Consider who’s going to be whining about having to repay their student loans — a lot of them got to stiff their landlords for more than a year. Until Labor Day, they were grabbing not only unemployment but an extra $300 a week in welfare from the feds.

The food stamp dole was just raised 21% across the board. If they have kids, the non-working classes are grabbing another $300 a month in welfare per child.

But making token payments on their student loans will destroy their lives.

One of the subjects they used to require in some high schools in Massachusetts was Latin. I can’t read Cicero in the original, but I still recall certain phrases, one of which is:

“Caveat emptor.” Let the buyer beware.

I don’t know how much Chasten Buttigieg owes, but he graduated from the University of Wisconsin-Eau Claire, with a double major in global studies and theater.

Then he picked up a master’s in education from DePaul University. And as if that weren’t enough, according to his Wikipedia bio, he was a “Fellow” at Harvard’s Institute of Politics — Camelot High, where Sonny McDonough said people went to learn how to lose elections.

Given the demographic profile of most of these student-loan goldbricks, you’d assume that Dementia Joe’s caregivers would be all in on keeping this scam going. So it must poll very badly — among everyone who either didn’t go to college, or paid their own way or their kids’, or who actually didn’t major in … global studies and theater.

When taxpayers hear these grifters whining that we should pick up the tab for their phony-baloney degrees, after saying “Caveat emptor,” we ask ourselves the obvious questions:

If you get your college loans paid off, can I not pay back some of the money I owe? My mortgage perhaps? My credit card bills, or truck payment? My real-estate taxes? My winter vacation? And if I did pay my own way through school, am I now eligible for … reparations?

As a texter on my radio show said, “My car needs an oil change. Will you pay for it?”
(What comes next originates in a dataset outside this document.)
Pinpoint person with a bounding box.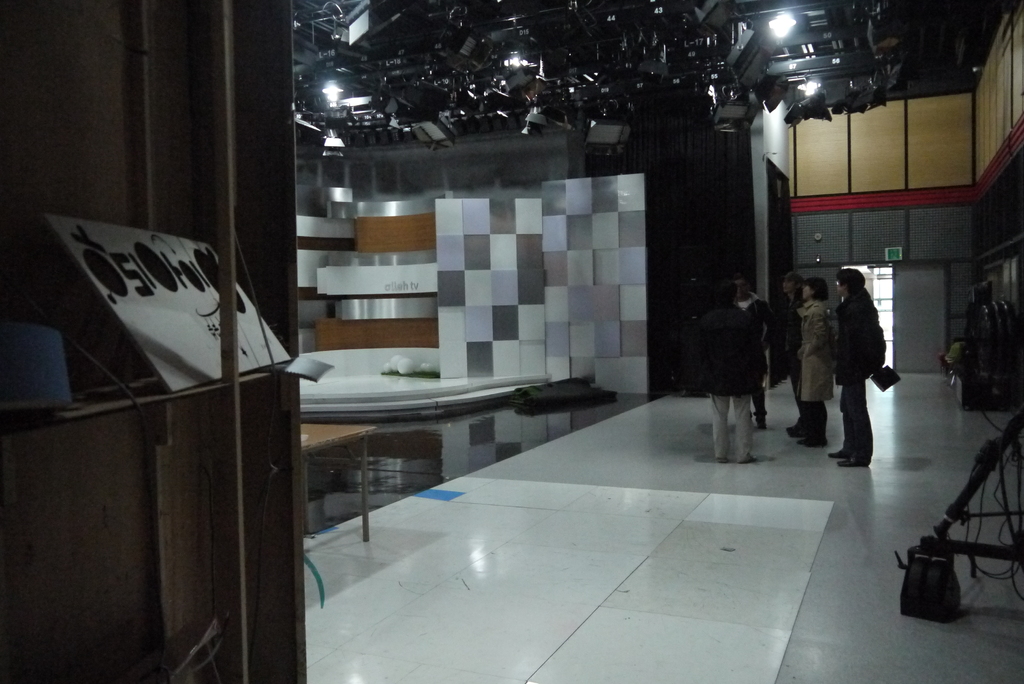
BBox(780, 272, 806, 423).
One old timer mentioned that he was coming up on his 72nd birthday. He has a 401(k) retirement account, and so will be required to begin making withdrawals. It’s a federal mandate, not because the feds care about your golden years, but because they want their cut – in the income taxes you’ll owe on the disbursement.
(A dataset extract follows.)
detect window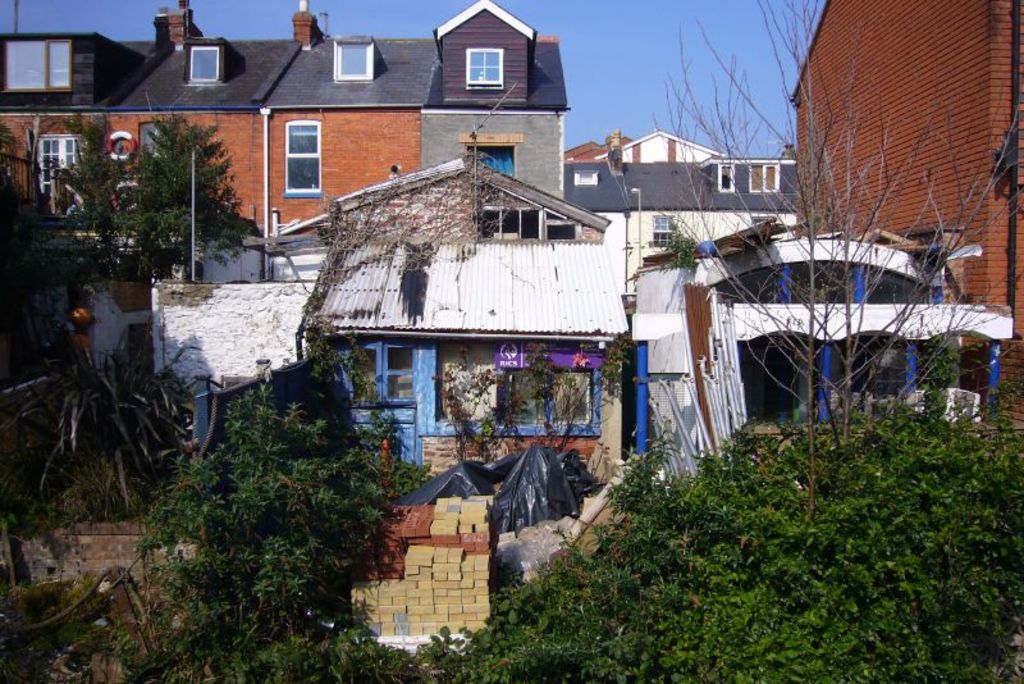
(left=719, top=163, right=733, bottom=195)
Remember, unlike student loans, nothing in your 401(k) is borrowed money. You put everything in. But the feds will grab your money because … you turned 72.

“I don’t want to pay those taxes,” my caller said. “If these people don’t have to pay back money that’s not even theirs, why should I have to pay taxes on my own money?”

That’s a question nobody ever asked Chasten Buttigieg at Camelot High.